By now you know that “Lee Raybon”—the name of Ethan Hawke’s character in Sterlin Harjo’s The Lowdown—links back to Lee Roy Chapman, the “history recovery specialist” and DIY artist whose work provoked and galvanized Tulsa in the early 2010s.
But Chapman isn’t the only Tulsa giant we hear echoing through that character’s name. If you’ve never heard of Bill Rabon, get ready to meet a key figure in Tulsa’s art history, whose rambling, outsider ways and dogged perseverance remind us of some qualities shared by a certain ”truthstorian.”
With Gaylord Oscar Herron and Dan Mayo, Rabon was one of the forces behind Vagabond, the trailblazing 1975 book of Herron’s photographs and writing that would become legendary for its experimental form and its mesmerizing look at Tulsa’s darkness and light—and, later, for being nearly impossible to find.
Herron, Mayo, and Rabon had been running around Tulsa together for a while, and when the idea for the book started to take shape, Rabon—a painter—became a source of inspiration. In a 2012 This Land Press documentary about Vagabond, directed by Sterlin Harjo and Matt Leach, Rabon described his role in the book’s creation as “maybe kind of a spiritual advisor.”
As Mayo remembers it, “Somebody said ‘vagabond’ and Gaylord got real interested in the Bible story of Cain and Abel, and I think we saw Bill as a person that was on the loose. There was no home, there was no house, there was no family.” Herron dedicated the book “to Cain and to Bill Rabon”; it’s Rabon you see on the book’s dedication page.
Born in Muskogee in 1938, Rabon attended Central High School (like Joe Brainard, a Tulsa artist directly referenced in The Lowdown) and studied art with the legendary Alexandre Hogue at TU. From 1962 to 1972 he lived in Tulsa’s “Little Bohemia,” south of downtown, which he once described as being “like Greenwich Village (in New York) or the Left Bank (in Paris)—lots of artists, Tulsa painters, photographers, writers.” He was known for his Oklahoma landscape paintings, as well as still lifes and abstract works.

Rabon spent most of the 1970s “banging around the streets” and doing amphetamines, as he said in the Vagabond documentary—and still making art. In 1971, one of his paintings appeared on the cover of his friend JJ Cale’s debut album Naturally. Vagabond followed in 1975, but needless to say, the visionary book brought neither fame nor fortune. Later, Rabon moved into an apartment above Ziegler Art and Frame in Kendall-Whittier, where he lived for 14 years. “That was a very productive time for me,” he told Tulsa People. “In the winter of 2007, a neighbor’s pipes burst and Ziegler’s closed the apartments. That was my whole world—the apartment, the art supply store downstairs. I didn’t know what to do. I sat in my car and cried.”

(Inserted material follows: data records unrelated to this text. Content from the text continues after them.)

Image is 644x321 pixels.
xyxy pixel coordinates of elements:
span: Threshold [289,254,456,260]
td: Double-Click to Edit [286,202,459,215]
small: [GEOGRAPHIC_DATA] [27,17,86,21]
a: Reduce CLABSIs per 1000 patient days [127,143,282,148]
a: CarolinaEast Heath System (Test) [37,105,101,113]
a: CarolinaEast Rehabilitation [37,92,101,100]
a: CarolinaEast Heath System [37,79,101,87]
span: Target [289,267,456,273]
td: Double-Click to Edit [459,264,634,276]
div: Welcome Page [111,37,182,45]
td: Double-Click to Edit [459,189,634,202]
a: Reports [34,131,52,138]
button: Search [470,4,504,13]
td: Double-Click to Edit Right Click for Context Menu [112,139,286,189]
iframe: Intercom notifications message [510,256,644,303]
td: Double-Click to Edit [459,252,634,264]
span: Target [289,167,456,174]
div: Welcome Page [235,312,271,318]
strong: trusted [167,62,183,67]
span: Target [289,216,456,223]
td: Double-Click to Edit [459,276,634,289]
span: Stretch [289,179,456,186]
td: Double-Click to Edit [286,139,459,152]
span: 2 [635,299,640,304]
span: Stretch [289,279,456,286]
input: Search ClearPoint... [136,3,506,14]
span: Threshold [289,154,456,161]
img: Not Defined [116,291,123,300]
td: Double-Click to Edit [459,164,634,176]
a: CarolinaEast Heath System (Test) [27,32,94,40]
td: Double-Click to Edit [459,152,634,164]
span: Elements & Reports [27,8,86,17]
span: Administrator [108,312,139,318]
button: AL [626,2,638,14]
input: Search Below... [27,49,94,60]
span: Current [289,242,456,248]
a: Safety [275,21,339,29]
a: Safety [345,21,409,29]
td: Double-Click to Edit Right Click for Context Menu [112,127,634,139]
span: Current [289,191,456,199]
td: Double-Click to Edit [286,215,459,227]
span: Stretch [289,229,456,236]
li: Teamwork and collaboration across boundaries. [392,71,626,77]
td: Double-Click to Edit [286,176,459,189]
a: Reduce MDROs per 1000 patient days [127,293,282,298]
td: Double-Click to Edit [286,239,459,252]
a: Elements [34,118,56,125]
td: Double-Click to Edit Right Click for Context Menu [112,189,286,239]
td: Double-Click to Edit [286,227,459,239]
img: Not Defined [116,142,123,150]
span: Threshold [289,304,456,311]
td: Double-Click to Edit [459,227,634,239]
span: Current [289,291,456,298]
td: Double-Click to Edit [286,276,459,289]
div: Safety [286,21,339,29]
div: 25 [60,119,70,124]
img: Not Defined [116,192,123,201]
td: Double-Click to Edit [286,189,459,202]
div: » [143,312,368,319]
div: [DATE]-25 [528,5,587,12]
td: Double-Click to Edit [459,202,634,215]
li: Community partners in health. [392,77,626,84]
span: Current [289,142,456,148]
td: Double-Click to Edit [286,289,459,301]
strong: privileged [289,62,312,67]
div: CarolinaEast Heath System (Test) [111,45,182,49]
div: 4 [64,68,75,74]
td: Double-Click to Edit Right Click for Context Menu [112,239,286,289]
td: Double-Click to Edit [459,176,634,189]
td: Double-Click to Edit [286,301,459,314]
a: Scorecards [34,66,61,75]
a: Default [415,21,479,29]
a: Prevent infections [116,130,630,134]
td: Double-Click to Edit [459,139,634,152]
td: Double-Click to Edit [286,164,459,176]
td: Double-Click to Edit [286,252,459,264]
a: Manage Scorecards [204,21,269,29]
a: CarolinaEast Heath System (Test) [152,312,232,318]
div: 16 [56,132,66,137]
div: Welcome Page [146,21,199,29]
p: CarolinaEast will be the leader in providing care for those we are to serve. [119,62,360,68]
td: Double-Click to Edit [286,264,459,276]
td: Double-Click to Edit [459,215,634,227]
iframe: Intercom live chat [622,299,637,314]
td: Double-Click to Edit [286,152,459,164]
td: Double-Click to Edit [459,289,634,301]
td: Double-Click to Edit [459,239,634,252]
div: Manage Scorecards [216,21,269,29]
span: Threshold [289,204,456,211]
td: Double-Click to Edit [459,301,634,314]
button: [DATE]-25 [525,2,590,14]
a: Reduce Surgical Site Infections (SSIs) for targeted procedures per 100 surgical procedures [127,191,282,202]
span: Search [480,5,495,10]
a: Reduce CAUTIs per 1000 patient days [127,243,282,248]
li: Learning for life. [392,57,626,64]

“He is the vagabond, he does represent the state of mankind,” Herron said of Rabon in the Vagabond documentary. “Bill is the person who has persevered over his entire lifetime in the world of painting and hasn’t let anything else stop him, and has contributed and produced and made that contribution, that legacy, to represent his life while at the same time being this vagabond of America.”

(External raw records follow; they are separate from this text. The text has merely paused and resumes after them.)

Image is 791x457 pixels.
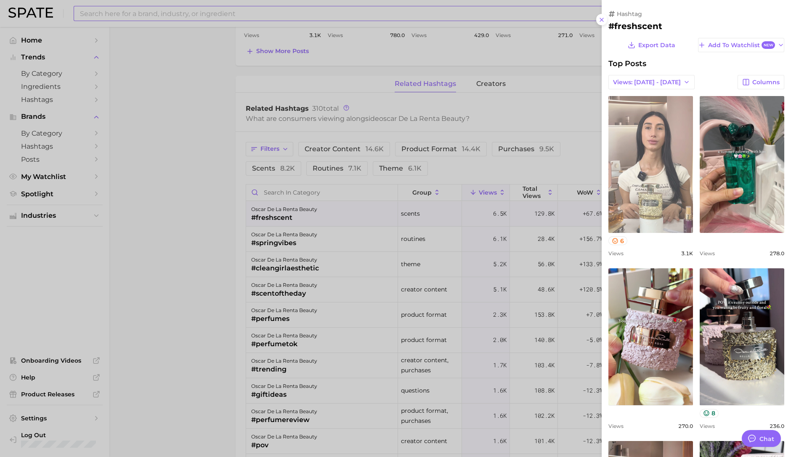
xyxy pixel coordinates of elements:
button: 6 [608,236,627,245]
button: 8 [700,409,719,417]
span: Views [608,422,624,429]
span: hashtag [617,10,642,18]
button: Export Data [626,38,677,52]
button: Add to WatchlistNew [698,38,784,52]
span: 236.0 [770,422,784,429]
span: Top Posts [608,59,646,68]
h2: #freshscent [608,21,784,31]
button: Views: [DATE] - [DATE] [608,75,695,89]
span: Views [700,250,715,256]
span: 3.1k [681,250,693,256]
span: Views [700,422,715,429]
span: 270.0 [678,422,693,429]
span: 278.0 [770,250,784,256]
span: Columns [752,79,780,86]
span: New [762,41,775,49]
span: Export Data [638,42,675,49]
span: Views [608,250,624,256]
span: Views: [DATE] - [DATE] [613,79,681,86]
button: Columns [738,75,784,89]
span: Add to Watchlist [708,41,775,49]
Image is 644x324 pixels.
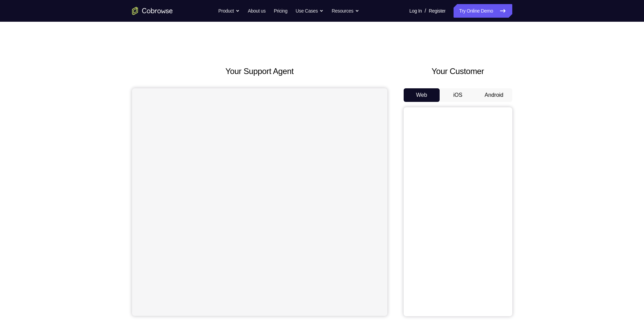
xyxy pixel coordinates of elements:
a: Log In [410,4,422,18]
a: Go to the home page [132,7,173,15]
iframe: Agent [132,88,387,316]
button: Resources [332,4,359,18]
a: Try Online Demo [453,4,512,18]
h2: Your Support Agent [132,65,387,78]
a: About us [248,4,265,18]
a: Register [429,4,446,18]
button: Web [403,88,440,102]
button: iOS [440,88,476,102]
span: / [425,7,426,15]
button: Product [218,4,240,18]
button: Use Cases [296,4,324,18]
button: Android [476,88,512,102]
a: Pricing [274,4,287,18]
h2: Your Customer [403,65,512,78]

“He was so symbolic of the ultimate artist, the ultimate creator,” Dan Mayo said. “We all just wanted to be Bill Rabon, kinda like Eric Clapton’s always said he wants to be JJ Cale.”

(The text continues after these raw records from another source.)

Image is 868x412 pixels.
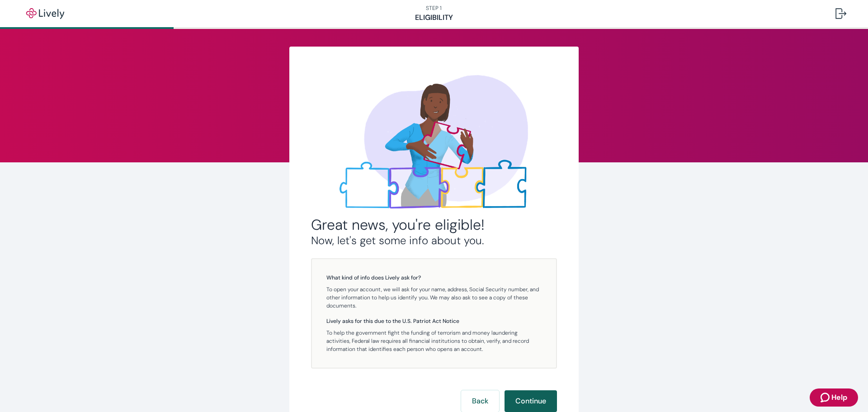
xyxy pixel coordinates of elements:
[505,390,557,412] button: Continue
[461,390,499,412] button: Back
[821,392,832,403] svg: Zendesk support icon
[311,234,557,247] h3: Now, let's get some info about you.
[828,3,853,25] button: Log out
[326,285,542,310] p: To open your account, we will ask for your name, address, Social Security number, and other infor...
[326,273,542,281] h5: What kind of info does Lively ask for?
[326,317,542,325] h5: Lively asks for this due to the U.S. Patriot Act Notice
[311,216,557,234] h2: Great news, you're eligible!
[832,392,848,403] span: Help
[810,388,858,406] button: Zendesk support iconHelp
[20,8,71,19] img: Lively
[326,328,542,353] p: To help the government fight the funding of terrorism and money laundering activities, Federal la...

From 1984 until his death in 2017, Rabon was represented by the M.A. Doran Gallery on Brookside. You can still see (and purchase) some of his works on the gallery’s website. These days it’s rare to see a Rabon painting in the wild around here, unless you’re lucky enough to get invited to the house of somebody who owns one. After he died, the gallery put on a retrospective show of his work. Maybe it’s time to do another one. Thanks to the quiet echo of his name in The Lowdown, some of Rabon’s vagabond spirit is running through the Tulsa streets again.